I retrieve the pressure cooker and its cover with the rubber seals from our pan storage underneath the galley sink; then, I fill it with chicken, along with some tired celery and greens from the fridge.  I take the manual down from the recipe shelf, look up the correct amount of water, and bravely set it on the burner.  The cooker hisses steadily as it reaches full pressure.  Mesmerized, I think back to how, as a preschooler, I hid behind my barefooted mother’s muumuu-style housedress, peeking out to watch the steam volcano, waiting for it to “blow its top,” an expression my German father used all the time.  Now, I wait for the valve’s three red lines to appear, then watch Günter carefully lift it from the stove and into the sink.

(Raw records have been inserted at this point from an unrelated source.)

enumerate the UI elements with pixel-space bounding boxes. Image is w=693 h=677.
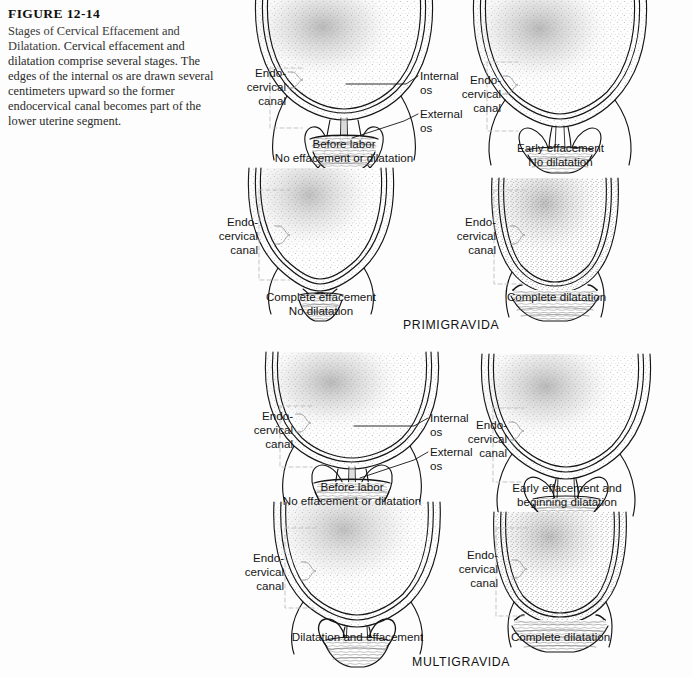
caption-multi-before-labor: Before labor No effacement or dilatation (252, 480, 452, 508)
label-endocervical-canal-multi-dil-eff: Endo- cervical canal (220, 551, 284, 593)
label-line: canal (222, 94, 286, 108)
label-line: cervical (432, 229, 496, 243)
caption-line: Before labor (252, 480, 452, 494)
caption-line: Before labor (244, 137, 444, 151)
caption-line: Complete effacement (230, 290, 412, 304)
label-line: Endo- (432, 215, 496, 229)
label-endocervical-canal-multi-early: Endo- cervical canal (443, 418, 507, 460)
label-line: Endo- (437, 73, 501, 87)
label-line: cervical (222, 80, 286, 94)
label-line: canal (432, 243, 496, 257)
label-line: Endo- (443, 418, 507, 432)
label-line: os (430, 459, 473, 473)
caption-multi-early-effacement: Early effacement and beginning dilatatio… (482, 481, 652, 509)
section-title-primigravida: PRIMIGRAVIDA (403, 318, 499, 332)
label-line: Endo- (220, 551, 284, 565)
running-head (404, 0, 693, 5)
figure-number: FIGURE 12-14 (8, 6, 220, 22)
caption-line: Complete dilatation (474, 290, 639, 304)
label-endocervical-canal-primi-early: Endo- cervical canal (437, 73, 501, 115)
caption-multi-complete-dilatation: Complete dilatation (478, 630, 643, 644)
caption-primi-early-effacement: Early effacement No dilatation (478, 141, 643, 169)
label-line: cervical (434, 562, 498, 576)
caption-line: beginning dilatation (482, 495, 652, 509)
caption-primi-complete-effacement: Complete effacement No dilatation (230, 290, 412, 318)
caption-line: Dilatation and effacement (270, 630, 445, 644)
label-line: canal (434, 576, 498, 590)
label-line: Endo- (194, 215, 258, 229)
label-line: os (420, 121, 463, 135)
label-line: cervical (437, 87, 501, 101)
figure-caption-block: FIGURE 12-14 Stages of Cervical Effaceme… (8, 6, 220, 129)
caption-line: No dilatation (478, 155, 643, 169)
section-title-multigravida: MULTIGRAVIDA (412, 655, 510, 669)
caption-line: No effacement or dilatation (252, 494, 452, 508)
label-line: Endo- (434, 548, 498, 562)
label-endocervical-canal-multi-complete-dil: Endo- cervical canal (434, 548, 498, 590)
caption-primi-complete-dilatation: Complete dilatation (474, 290, 639, 304)
figure-caption-text: Stages of Cervical Effacement and Dilata… (8, 24, 220, 129)
caption-primi-before-labor: Before labor No effacement or dilatation (244, 137, 444, 165)
label-line: cervical (443, 432, 507, 446)
label-line: canal (220, 579, 284, 593)
label-line: canal (194, 243, 258, 257)
label-endocervical-canal-multi-before-labor: Endo- cervical canal (229, 409, 293, 451)
caption-line: No effacement or dilatation (244, 151, 444, 165)
label-line: cervical (194, 229, 258, 243)
label-line: Endo- (229, 409, 293, 423)
label-line: canal (443, 446, 507, 460)
label-endocervical-canal-primi-complete-eff: Endo- cervical canal (194, 215, 258, 257)
caption-multi-dilatation-effacement: Dilatation and effacement (270, 630, 445, 644)
label-line: canal (437, 101, 501, 115)
caption-line: No dilatation (230, 304, 412, 318)
label-line: cervical (229, 423, 293, 437)
label-line: canal (229, 437, 293, 451)
caption-line: Early effacement (478, 141, 643, 155)
label-endocervical-canal-primi-complete-dil: Endo- cervical canal (432, 215, 496, 257)
label-endocervical-canal-primi-before-labor: Endo- cervical canal (222, 66, 286, 108)
label-line: Endo- (222, 66, 286, 80)
caption-line: Complete dilatation (478, 630, 643, 644)
caption-line: Early effacement and (482, 481, 652, 495)
label-line: cervical (220, 565, 284, 579)
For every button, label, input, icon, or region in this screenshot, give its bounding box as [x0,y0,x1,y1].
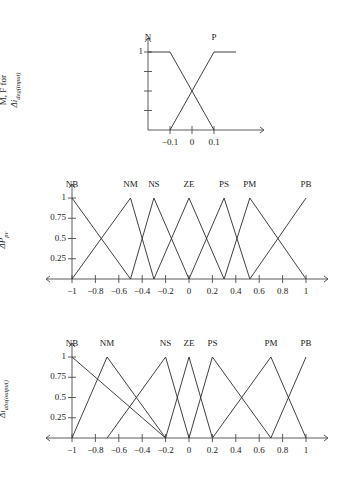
membership-curve-p [170,52,236,130]
y-axis-tick-label: 0.75 [50,371,66,381]
membership-curve-n [148,52,214,130]
membership-curve-ps [189,198,250,279]
membership-label-nm: NM [87,338,127,348]
membership-label-nb: NB [52,338,92,348]
membership-label-ns: NS [134,179,174,189]
membership-label-pb: PB [286,179,326,189]
membership-curve-nb [72,357,166,438]
membership-label-n: N [128,32,168,42]
membership-curve-ps [189,357,271,438]
chart-mf-delta-i-deg-input: M, F forΔideg(input) 1−0.100.1NP [0,0,343,160]
membership-curve-ns [131,198,190,279]
y-axis-tick-label: 0.25 [50,253,66,263]
membership-curve-pm [224,198,306,279]
y-axis-tick-label: 0.75 [50,212,66,222]
y-axis-tick-label: 0.5 [55,392,66,402]
chart-mf-delta-p-pv: M, F forΔPpv 0.250.50.751−1−0.8−0.6−0.4−… [0,160,343,319]
y-axis-tick-label: 1 [62,351,67,361]
x-axis-tick-label: 1 [286,286,326,296]
membership-curve-pm [212,357,306,438]
membership-label-pm: PM [230,179,270,189]
plot-area-1 [0,0,343,160]
chart-mf-delta-i-abs-output: M, F forΔiabs(output) 0.250.50.751−1−0.8… [0,319,343,478]
membership-curve-ze [166,357,213,438]
membership-label-p: P [194,32,234,42]
membership-label-ze: ZE [169,179,209,189]
membership-label-pm: PM [251,338,291,348]
y-axis-tick-label: 1 [139,46,144,56]
y-axis-tick-label: 0.5 [55,233,66,243]
membership-label-nb: NB [52,179,92,189]
membership-label-ps: PS [192,338,232,348]
fuzzy-membership-figure: M, F forΔideg(input) 1−0.100.1NP M, F fo… [0,0,343,478]
x-axis-tick-label: 0.1 [194,137,234,147]
membership-curve-nm [72,198,154,279]
y-axis-tick-label: 0.25 [50,412,66,422]
membership-label-pb: PB [286,338,326,348]
x-axis-tick-label: 1 [286,445,326,455]
membership-curve-ze [154,198,224,279]
y-axis-tick-label: 1 [62,192,67,202]
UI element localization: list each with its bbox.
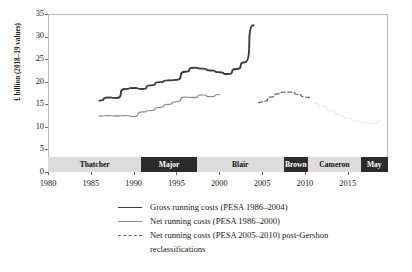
chart-legend: Gross running costs (PESA 1986–2004)Net … xyxy=(118,201,408,255)
era-label-cameron: Cameron xyxy=(319,160,349,169)
legend-item-2[interactable]: Net running costs (PESA 2005–2010) post-… xyxy=(118,229,408,243)
era-segment-blair: Blair xyxy=(197,157,283,172)
y-tick-label-0: 0 xyxy=(24,168,44,176)
era-label-major: Major xyxy=(159,160,180,169)
y-tick-label-35: 35 xyxy=(24,10,44,18)
era-label-blair: Blair xyxy=(232,160,248,169)
y-axis-tick-labels: 05101520253035 xyxy=(20,0,44,272)
x-tick-label-1980: 1980 xyxy=(28,180,68,188)
chart-container: £ billion (2018–19 values) 0510152025303… xyxy=(0,0,412,272)
x-tick-mark-1995 xyxy=(176,172,177,175)
y-tick-mark-5 xyxy=(45,149,48,150)
y-tick-label-25: 25 xyxy=(24,55,44,63)
x-tick-label-2010: 2010 xyxy=(285,180,325,188)
x-tick-mark-1990 xyxy=(134,172,135,175)
y-tick-mark-35 xyxy=(45,14,48,15)
x-tick-label-2000: 2000 xyxy=(199,180,239,188)
legend-label-2: Net running costs (PESA 2005–2010) post-… xyxy=(150,230,328,240)
x-tick-mark-2000 xyxy=(219,172,220,175)
x-tick-mark-1980 xyxy=(48,172,49,175)
pm-era-band: ThatcherMajorBlairBrownCameronMay xyxy=(48,157,388,172)
series-line-2 xyxy=(259,92,310,102)
y-tick-mark-15 xyxy=(45,104,48,105)
x-tick-label-2005: 2005 xyxy=(242,180,282,188)
y-tick-mark-20 xyxy=(45,82,48,83)
plot-series-svg xyxy=(48,14,388,172)
y-tick-mark-30 xyxy=(45,37,48,38)
era-segment-cameron: Cameron xyxy=(308,157,360,172)
x-tick-label-1995: 1995 xyxy=(156,180,196,188)
x-tick-mark-1985 xyxy=(91,172,92,175)
series-line-0 xyxy=(99,25,253,100)
legend-label-0: Gross running costs (PESA 1986–2004) xyxy=(150,202,288,212)
legend-swatch-1 xyxy=(118,221,142,222)
era-segment-may: May xyxy=(361,157,388,172)
y-tick-label-5: 5 xyxy=(24,145,44,153)
y-tick-mark-25 xyxy=(45,59,48,60)
x-tick-mark-2015 xyxy=(348,172,349,175)
era-segment-major: Major xyxy=(141,157,197,172)
legend-label-1: Net running costs (PESA 1986–2000) xyxy=(150,216,280,226)
x-tick-label-2015: 2015 xyxy=(328,180,368,188)
era-label-brown: Brown xyxy=(285,160,307,169)
legend-swatch-0 xyxy=(118,207,142,208)
x-tick-mark-2005 xyxy=(262,172,263,175)
x-tick-label-1990: 1990 xyxy=(114,180,154,188)
era-segment-thatcher: Thatcher xyxy=(48,157,141,172)
legend-item-1[interactable]: Net running costs (PESA 1986–2000) xyxy=(118,215,408,229)
era-label-thatcher: Thatcher xyxy=(80,160,110,169)
y-tick-mark-10 xyxy=(45,127,48,128)
legend-swatch-2 xyxy=(118,235,142,236)
y-tick-label-30: 30 xyxy=(24,32,44,40)
era-segment-brown: Brown xyxy=(284,157,309,172)
legend-item-0[interactable]: Gross running costs (PESA 1986–2004) xyxy=(118,201,408,215)
series-line-3 xyxy=(313,103,382,123)
legend-label-2-line2: reclassifications xyxy=(118,243,408,255)
y-tick-label-10: 10 xyxy=(24,123,44,131)
y-tick-label-15: 15 xyxy=(24,100,44,108)
era-label-may: May xyxy=(367,160,382,169)
x-tick-label-1985: 1985 xyxy=(71,180,111,188)
x-tick-mark-2010 xyxy=(305,172,306,175)
y-tick-label-20: 20 xyxy=(24,78,44,86)
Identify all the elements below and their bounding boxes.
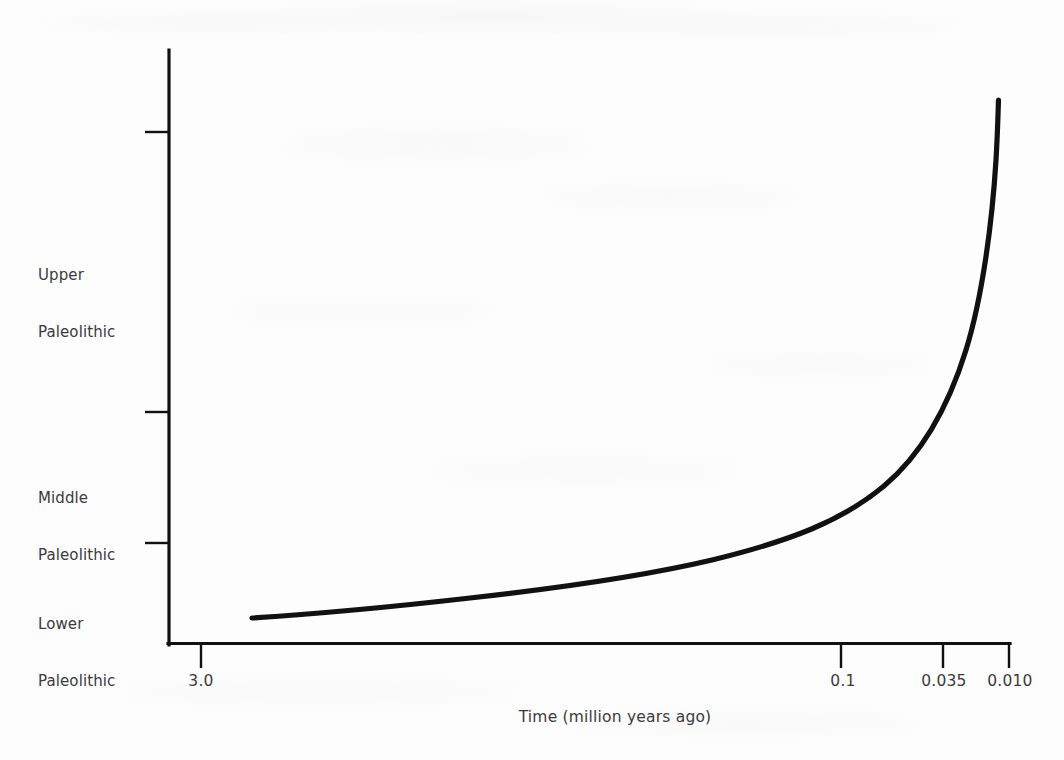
y-tier-middle-line1: Middle xyxy=(38,489,115,508)
y-tier-label-lower-paleolithic: Lower Paleolithic xyxy=(38,577,115,729)
chart-plot-area xyxy=(0,0,1064,760)
figure-page: Upper Paleolithic Middle Paleolithic Low… xyxy=(0,0,1064,760)
y-tier-label-upper-paleolithic: Upper Paleolithic xyxy=(38,228,115,380)
y-tier-lower-line1: Lower xyxy=(38,615,115,634)
x-axis-title: Time (million years ago) xyxy=(519,708,712,727)
x-tick-label-0-035: 0.035 xyxy=(921,672,966,691)
data-curve xyxy=(252,100,999,618)
y-tier-upper-line1: Upper xyxy=(38,266,115,285)
x-tick-label-0-1: 0.1 xyxy=(830,672,855,691)
y-tier-middle-line2: Paleolithic xyxy=(38,546,115,565)
y-tier-upper-line2: Paleolithic xyxy=(38,323,115,342)
x-tick-label-0-010: 0.010 xyxy=(987,672,1032,691)
x-tick-label-3-0: 3.0 xyxy=(188,672,213,691)
y-tier-lower-line2: Paleolithic xyxy=(38,672,115,691)
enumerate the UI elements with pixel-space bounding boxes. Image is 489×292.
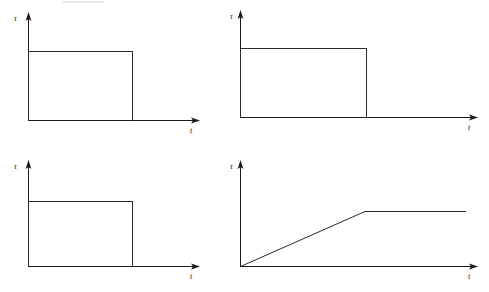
chart-label-layer-bottom-right: τ t [230, 146, 489, 292]
chart-panel-top-right: τ t [230, 0, 489, 146]
y-axis-label: τ [14, 162, 18, 171]
figure-root: τ t τ t τ t [0, 0, 489, 292]
x-axis-label: t [190, 126, 193, 135]
chart-label-layer-top-right: τ t [230, 0, 489, 146]
x-axis-label: t [468, 272, 471, 281]
y-axis-label: τ [230, 12, 234, 21]
y-axis-label: τ [230, 162, 234, 171]
chart-label-layer-bottom-left: τ t [0, 146, 230, 292]
chart-panel-top-left: τ t [0, 0, 230, 146]
chart-label-layer-top-left: τ t [0, 0, 230, 146]
chart-panel-bottom-right: τ t [230, 146, 489, 292]
chart-panel-bottom-left: τ t [0, 146, 230, 292]
x-axis-label: t [468, 123, 471, 132]
y-axis-label: τ [14, 14, 18, 23]
x-axis-label: t [190, 272, 193, 281]
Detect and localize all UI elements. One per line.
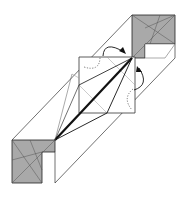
bottom-left-colored-square: [12, 140, 55, 183]
fold-arrow-right: [134, 66, 143, 90]
fold-arrow-top: [103, 47, 126, 56]
origami-diagram: [0, 0, 183, 197]
top-right-colored-square: [132, 15, 175, 58]
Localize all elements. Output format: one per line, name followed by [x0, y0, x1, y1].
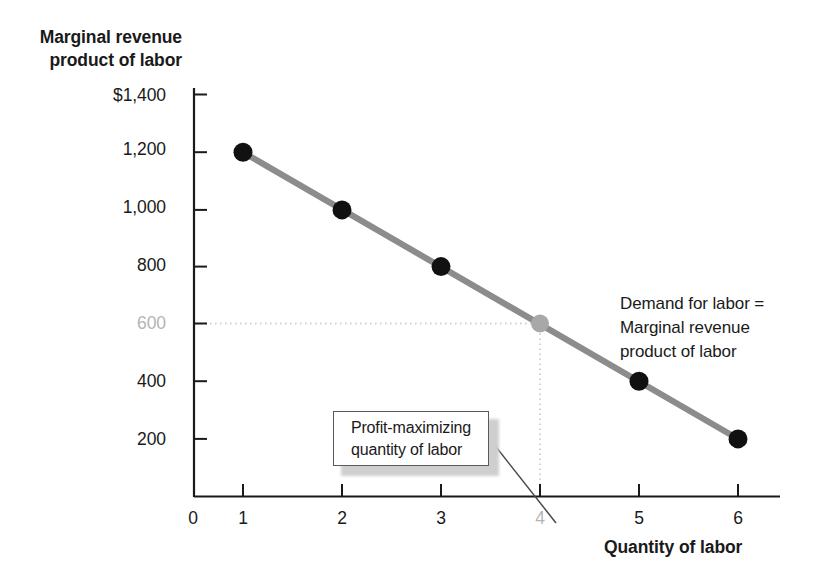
- chart-figure: Marginal revenue product of labor $1,400…: [0, 0, 819, 585]
- data-point-marker-4-highlighted: [531, 315, 549, 333]
- data-point-marker-5: [630, 372, 649, 391]
- data-point-marker-1: [234, 143, 253, 162]
- profit-max-callout-box: Profit-maximizing quantity of labor: [333, 411, 489, 466]
- data-point-marker-6: [729, 429, 748, 448]
- demand-curve-annotation: Demand for labor = Marginal revenue prod…: [620, 292, 764, 364]
- x-axis-ticks: [243, 484, 738, 497]
- y-axis-ticks: [194, 95, 207, 439]
- callout-leader-line: [489, 438, 556, 523]
- data-point-marker-3: [432, 257, 451, 276]
- profit-max-callout-text: Profit-maximizing quantity of labor: [351, 417, 471, 461]
- data-point-marker-2: [333, 200, 352, 219]
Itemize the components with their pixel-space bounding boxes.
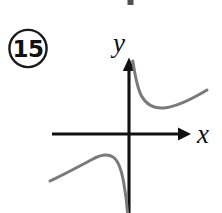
x-axis-label: x	[196, 119, 209, 149]
y-axis-label: y	[110, 28, 125, 58]
curve-upper-right-branch	[133, 61, 207, 108]
x-axis-arrow-icon	[178, 128, 191, 141]
cropped-glyph-fragment	[128, 0, 134, 5]
math-figure-panel: 15 y x	[0, 0, 222, 213]
graph-canvas: 15 y x	[0, 0, 222, 213]
curve-lower-left-branch	[50, 155, 128, 213]
problem-number-label: 15	[12, 36, 43, 62]
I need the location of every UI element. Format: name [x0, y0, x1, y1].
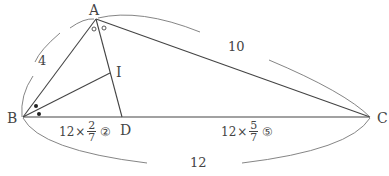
point-label-b: B	[7, 111, 17, 125]
angle-mark-b-2	[37, 112, 41, 116]
denominator: 7	[87, 132, 96, 143]
point-label-d: D	[120, 123, 131, 137]
point-label-a: A	[89, 3, 99, 17]
segment-expr-bd: 12 × 2 7 ②	[59, 120, 111, 143]
triangle-diagram	[0, 0, 389, 176]
ratio-mark: ②	[100, 125, 111, 139]
angle-mark-b-1	[34, 104, 38, 108]
arc-ac-left	[98, 15, 200, 32]
length-label-ac: 10	[228, 40, 245, 53]
denominator: 7	[249, 132, 258, 143]
arc-ac-right	[269, 60, 370, 117]
fraction: 5 7	[249, 120, 258, 143]
bisector-bi	[23, 73, 110, 117]
coef: 12	[59, 125, 74, 139]
length-label-ab: 4	[38, 54, 46, 67]
point-label-i: I	[116, 65, 122, 79]
fraction: 2 7	[87, 120, 96, 143]
ratio-mark: ⑤	[262, 125, 273, 139]
side-ac	[96, 19, 370, 117]
angle-mark-a-1	[92, 27, 96, 31]
angle-mark-a-2	[102, 26, 106, 30]
times-sign: ×	[75, 125, 85, 139]
point-label-c: C	[377, 111, 388, 125]
length-label-bc: 12	[190, 156, 207, 169]
coef: 12	[221, 125, 236, 139]
segment-expr-dc: 12 × 5 7 ⑤	[221, 120, 273, 143]
times-sign: ×	[237, 125, 247, 139]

It worked!  As Pacific Bliss lurches through the waves, the four of us enjoy a Thanksgiving dinner in the salon.  The chicken is not overcooked like my mother’s beef; it is surprisingly juicy and tasty, and the vegetables are firm.  Christian has recovered and regained his appetite.  Günter is hungry, as usual.  I’m starved.  And Gottfried is amazed.  “I never knew pressure cookers were so useful,” he admits.  “When I bought my used boat, I threw away the cover to the cooker because it wouldn’t fit well in the galley shelves.  I thought it took up too much space, so I used only the bottom, and then couldn’t find a good top to fit tight!”

This is a Gottcha Gottfried moment I cannot resist:  “Serves you right!”

We all break out laughing – especially Günter, who is a like-minded “minimalist.”  The two of them have been driving me berserk because they insisted on having as few items on the boat as possible, using the excuse that a catamaran must be kept light…

Now, on Thanksgiving, after gorging, we feel just like Americans always feel after their Thanksgiving dinners:  stuffed like a turkey.  And I store my pressure cooker, feeling like I have made a new friend.

Gunter carves the Big Bird

To read more, you need to buy the book!  It will be available on Amazon in a few weeks.

In the meantime, please read my original journal entry from our Thanksgiving at Sea by clicking here.